The impact on growth
But are investors right to be so sanguine? They seem to be assuming that the sequester won't have much impact on the economy. The cuts "are more blip than bomb", as Daniel Indiviglio puts it on Breakingviews. Most estimates say that the sequester will shave 0.5% off this year's GDP growth figure.
But that isn't the full extent of the fiscal squeeze facing America this year. Throw in the end of the payroll tax cut and the rise in tax rates for higher earners, and the contraction is worth 1.9% of GDP. And it's not as though America is going gangbusters anyway. Only the very bullish forecasters have pencilled in a GDP growth forecast above 2.5% in 2013.
With Europe and Japan struggling and China slowing again, "there is little strength elsewhere in the world to compensate if the US stumbles", says the FT. Analysts' estimates for 2013 earnings are falling, notes Stan Shipley of International Strategy & Investments.
Will the sequester be reversed?
Many are pinning their hopes on an agreement to reverse the sequester in the near future. The cuts are staggered overthe next few months and people are unlikely to notice them just yet. So that gives Washington more time to keep arguing and come up with a better plan.
The next deadline is 27 March, when a resolution that funds the government's operations expires. It must be renewed or a broader budget agreed. Without a deal, all non-essential federal government operations cease. Then there's a showdown over the country's legal borrowing limit due in the summer.
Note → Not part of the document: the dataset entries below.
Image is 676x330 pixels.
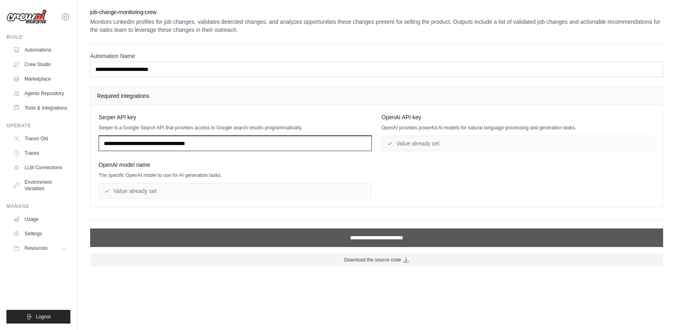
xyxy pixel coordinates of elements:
div: Operate [6,122,70,129]
span: OpenAI API key [382,113,421,121]
a: Usage [10,213,70,225]
span: OpenAI model name [99,161,150,169]
p: OpenAI provides powerful AI models for natural language processing and generation tasks. [382,124,655,131]
h2: job-change-monitoring-crew [90,8,663,16]
span: Logout [36,313,51,320]
a: Traces [10,147,70,159]
div: Manage [6,203,70,209]
img: Logo [6,9,47,25]
a: Download the source code [90,253,663,266]
a: Agents Repository [10,87,70,100]
span: Download the source code [344,256,401,263]
a: Tools & Integrations [10,101,70,114]
span: Serper API key [99,113,136,121]
a: Traces Old [10,132,70,145]
a: Crew Studio [10,58,70,71]
span: Resources [25,245,48,251]
h4: Required Integrations [97,92,657,100]
a: Automations [10,43,70,56]
a: Marketplace [10,72,70,85]
label: Automation Name [90,52,663,60]
a: Environment Variables [10,176,70,195]
div: Value already set [382,136,655,151]
div: Build [6,34,70,40]
p: The specific OpenAI model to use for AI generation tasks. [99,172,372,178]
a: LLM Connections [10,161,70,174]
button: Resources [10,242,70,254]
button: Logout [6,310,70,323]
p: Serper is a Google Search API that provides access to Google search results programmatically. [99,124,372,131]
div: Value already set [99,183,372,198]
a: Settings [10,227,70,240]
p: Monitors LinkedIn profiles for job changes, validates detected changes, and analyzes opportunitie... [90,18,663,34]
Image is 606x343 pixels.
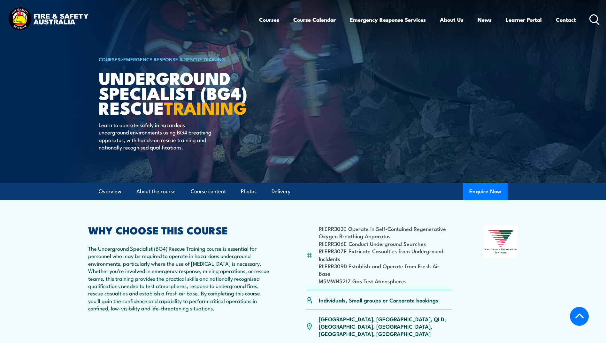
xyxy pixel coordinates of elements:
[99,183,121,200] a: Overview
[88,226,275,235] h2: WHY CHOOSE THIS COURSE
[440,11,464,28] a: About Us
[241,183,257,200] a: Photos
[99,55,257,63] h6: >
[319,297,438,304] p: Individuals, Small groups or Corporate bookings
[293,11,336,28] a: Course Calendar
[350,11,426,28] a: Emergency Response Services
[319,277,453,285] li: MSMWHS217 Gas Test Atmospheres
[99,121,215,151] p: Learn to operate safely in hazardous underground environments using BG4 breathing apparatus, with...
[506,11,542,28] a: Learner Portal
[164,94,247,120] strong: TRAINING
[319,315,453,338] p: [GEOGRAPHIC_DATA], [GEOGRAPHIC_DATA], QLD, [GEOGRAPHIC_DATA], [GEOGRAPHIC_DATA], [GEOGRAPHIC_DATA...
[88,245,275,312] p: The Underground Specialist (BG4) Rescue Training course is essential for personnel who may be req...
[136,183,176,200] a: About the course
[272,183,290,200] a: Delivery
[319,225,453,240] li: RIIERR303E Operate in Self-Contained Regenerative Oxygen Breathing Apparatus
[319,247,453,262] li: RIIERR307E Extricate Casualties from Underground Incidents
[484,226,518,258] img: Nationally Recognised Training logo.
[191,183,226,200] a: Course content
[463,183,508,200] button: Enquire Now
[123,56,225,63] a: Emergency Response & Rescue Training
[478,11,492,28] a: News
[259,11,279,28] a: Courses
[99,56,120,63] a: COURSES
[99,70,257,115] h1: Underground Specialist (BG4) Rescue
[319,240,453,247] li: RIIERR306E Conduct Underground Searches
[319,262,453,277] li: RIIERR309D Establish and Operate from Fresh Air Base
[556,11,576,28] a: Contact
Given the entrenched partisanship in Congress, the gridlock looks set to continue, says Edward Luce in the FT. Get set for more last-minute wrangling over the debt ceiling. All this hardly sounds like good news for household or corporate spending, although it's hard to estimate the exact impact. Dysfunctional government has become "the biggest single threat to our recovery", reckons John Cassidy in The New Yorker.
So the American fiscal drama creates a headwind for growth, while high US valuations and dwindling earnings growth are further discouraging fundamental factors. Offsetting these, however, are generous helpings of liquidity from central banks. "Mad money trumps every other concern," says Kit Juckes of Socit Gnrale.
But the poor fundamentals make the markets all the more vulnerable to a reversal when the mood sours. Those keen to toast the Dow's new record with champagne may soon face a nasty hangover.